Today is the first day of autumn, says the calendar, but all but one of the trees at Chelsea Parade are still wearing green. Are you surprised that the one that's not was the one that caught my eye? 

There has been in recent days just a slight hint of a chill in the air, mixed, in my case, with the certain knowledge and dread that as the days shorten and the shadows lengthen, autumn will arrive more rapidly than it did last year (or the year before) as the year turns to winter.

I am not, as you may know, a fan of winter. Some of our more recent ones very nearly killed me, literally, and so by extension, autumn with its riot of colors across the tree line and clarity in the hours before dawn surrenders to General Winter who covers everything in this part of the hemisphere in ice and snow is not a time of year I welcome, because of what follows.

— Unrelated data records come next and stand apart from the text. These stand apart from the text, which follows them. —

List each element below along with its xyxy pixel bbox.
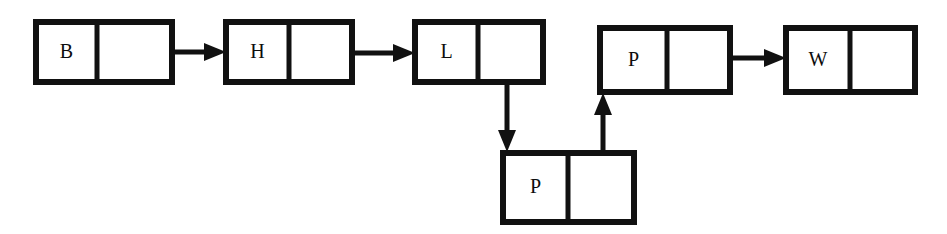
list-node: W [786,28,915,92]
pointer-arrowhead [594,93,612,115]
list-node: L [415,22,543,82]
list-node: B [36,22,172,82]
node-box [36,22,172,82]
pointer-arrowhead [204,43,226,61]
node-data-label: P [530,175,541,197]
node-data-label: H [250,40,264,62]
list-node: P [600,28,730,92]
node-data-label: L [440,40,452,62]
pointer-arrowhead [764,49,786,67]
diagram-canvas: BHLPPW [0,0,947,234]
node-data-label: W [809,48,828,70]
nodes-layer: BHLPPW [36,22,915,222]
linked-list-diagram: BHLPPW [0,0,947,234]
node-data-label: B [60,40,73,62]
pointer-arrowhead [393,44,415,62]
pointer-arrowhead [498,130,516,152]
list-node: P [503,153,634,222]
node-data-label: P [628,48,639,70]
list-node: H [226,22,352,82]
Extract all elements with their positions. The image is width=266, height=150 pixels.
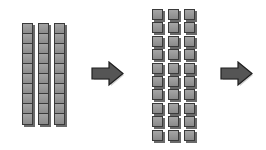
unit-cube — [184, 22, 195, 33]
unit-cube — [184, 9, 195, 20]
ten-rod — [22, 23, 33, 125]
rod-unit-segment — [23, 94, 32, 104]
unit-cube — [168, 76, 179, 87]
ten-rod — [38, 23, 49, 125]
rod-unit-segment — [55, 44, 64, 54]
unit-cube — [152, 9, 163, 20]
unit-cube — [152, 116, 163, 127]
unit-cube — [152, 49, 163, 60]
unit-cube — [184, 130, 195, 141]
unit-cube — [168, 36, 179, 47]
rod-unit-segment — [39, 54, 48, 64]
rod-unit-segment — [23, 24, 32, 34]
rod-unit-segment — [23, 104, 32, 114]
rod-unit-segment — [55, 114, 64, 124]
unit-cube — [168, 63, 179, 74]
rod-unit-segment — [39, 114, 48, 124]
unit-cube — [152, 63, 163, 74]
rod-unit-segment — [55, 24, 64, 34]
right-arrow-icon — [91, 61, 127, 87]
unit-cube — [184, 116, 195, 127]
unit-cube — [152, 76, 163, 87]
unit-cube — [184, 49, 195, 60]
rod-unit-segment — [23, 44, 32, 54]
rod-unit-segment — [55, 104, 64, 114]
rod-unit-segment — [55, 54, 64, 64]
unit-cube — [168, 22, 179, 33]
unit-cube — [168, 103, 179, 114]
rod-unit-segment — [39, 84, 48, 94]
unit-cube — [168, 9, 179, 20]
rod-unit-segment — [55, 94, 64, 104]
rod-unit-segment — [23, 84, 32, 94]
unit-cube — [184, 89, 195, 100]
unit-cube — [152, 36, 163, 47]
unit-cube — [168, 49, 179, 60]
right-arrow-icon — [220, 61, 256, 87]
rod-unit-segment — [39, 94, 48, 104]
unit-cube — [152, 22, 163, 33]
rod-unit-segment — [55, 84, 64, 94]
rod-unit-segment — [39, 64, 48, 74]
unit-cube — [152, 89, 163, 100]
rod-unit-segment — [23, 74, 32, 84]
unit-cube — [168, 89, 179, 100]
rod-unit-segment — [23, 54, 32, 64]
rod-unit-segment — [39, 44, 48, 54]
rod-unit-segment — [39, 34, 48, 44]
rod-unit-segment — [55, 74, 64, 84]
unit-cube — [184, 103, 195, 114]
unit-cube — [152, 103, 163, 114]
ten-rod — [54, 23, 65, 125]
unit-cube — [168, 116, 179, 127]
unit-cube — [184, 63, 195, 74]
rod-unit-segment — [39, 74, 48, 84]
rod-unit-segment — [23, 114, 32, 124]
unit-cube — [184, 76, 195, 87]
unit-cube — [152, 130, 163, 141]
rod-unit-segment — [23, 34, 32, 44]
rod-unit-segment — [39, 104, 48, 114]
unit-cube — [184, 36, 195, 47]
rod-unit-segment — [55, 64, 64, 74]
unit-cube — [168, 130, 179, 141]
rod-unit-segment — [55, 34, 64, 44]
rod-unit-segment — [39, 24, 48, 34]
rod-unit-segment — [23, 64, 32, 74]
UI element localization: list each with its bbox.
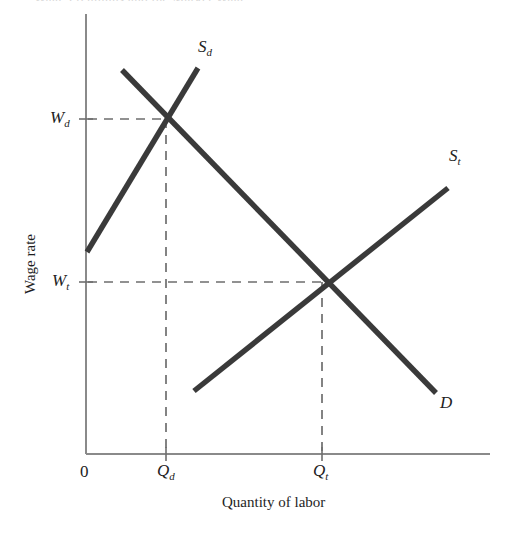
- figure-container: Wage Premiums and the Market Wage Sd St …: [0, 0, 509, 540]
- curve-label-sd-subscript: d: [207, 46, 213, 58]
- y-tick-label-wt: Wt: [52, 271, 69, 292]
- y-tick-label-wd-subscript: d: [64, 117, 70, 129]
- x-tick-label-qd: Qd: [157, 461, 175, 482]
- y-tick-label-wt-subscript: t: [66, 280, 69, 292]
- y-axis-title: Wage rate: [22, 234, 39, 294]
- curve-label-d-letter: D: [440, 393, 452, 412]
- curve-label-st-subscript: t: [458, 155, 461, 167]
- y-tick-label-wd-letter: W: [50, 108, 64, 127]
- economics-supply-demand-diagram: [0, 0, 509, 540]
- supply-curve-sd: [87, 68, 198, 252]
- x-tick-label-qd-letter: Q: [157, 461, 169, 480]
- supply-curve-st: [194, 188, 448, 391]
- x-origin-label: 0: [80, 462, 89, 482]
- curve-label-st: St: [449, 146, 461, 167]
- y-tick-label-wt-letter: W: [52, 271, 66, 290]
- x-tick-label-qt-letter: Q: [313, 461, 325, 480]
- curve-label-sd: Sd: [198, 37, 212, 58]
- x-tick-label-qd-subscript: d: [169, 470, 175, 482]
- y-tick-label-wd: Wd: [50, 108, 70, 129]
- curve-label-d: D: [440, 393, 452, 413]
- curve-label-sd-letter: S: [198, 37, 207, 56]
- x-axis-title: Quantity of labor: [222, 494, 325, 511]
- x-tick-label-qt-subscript: t: [325, 470, 328, 482]
- x-tick-label-qt: Qt: [313, 461, 328, 482]
- curve-label-st-letter: S: [449, 146, 458, 165]
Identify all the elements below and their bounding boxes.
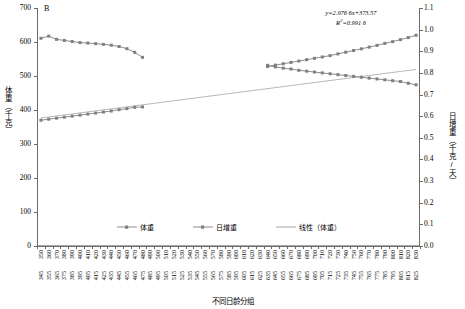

I'm not a child although I am being childish. I grasp the essentialness and significance of the passing and changing of the seasons. Some mornings I morosely wonder and worry how many more will pass me by before they no longer do. 

I take some solace in the realization that when it happens, you'll never know it. You're here and then you're gone. There is nothing like a brisk morning meditation when you can just see your exhaled breath to get you contemplating your own mortality.


I walk a hallway in our home every morning on my way through the kitchen with photos of our children from when they were small-they will always be our children-and I smile looking at those pictures now because I can vividly remember the circumstances of our lives at the moment the shutter clicked. 

And because the camera froze that moment, time, itself, felt no need to tarry and didn’t. Our children are adults with lives much like, and unlike, ours at their current ages when we were working hard to be their parents.

And the snap in the morning air is echoed by the sound underfoot as we make our way to and through another day, almost unheeding of how quickly the time we so dearly prize is slipping from our grasp. And you hope there’s a second sitting for Hemingway’s Moveable Feast.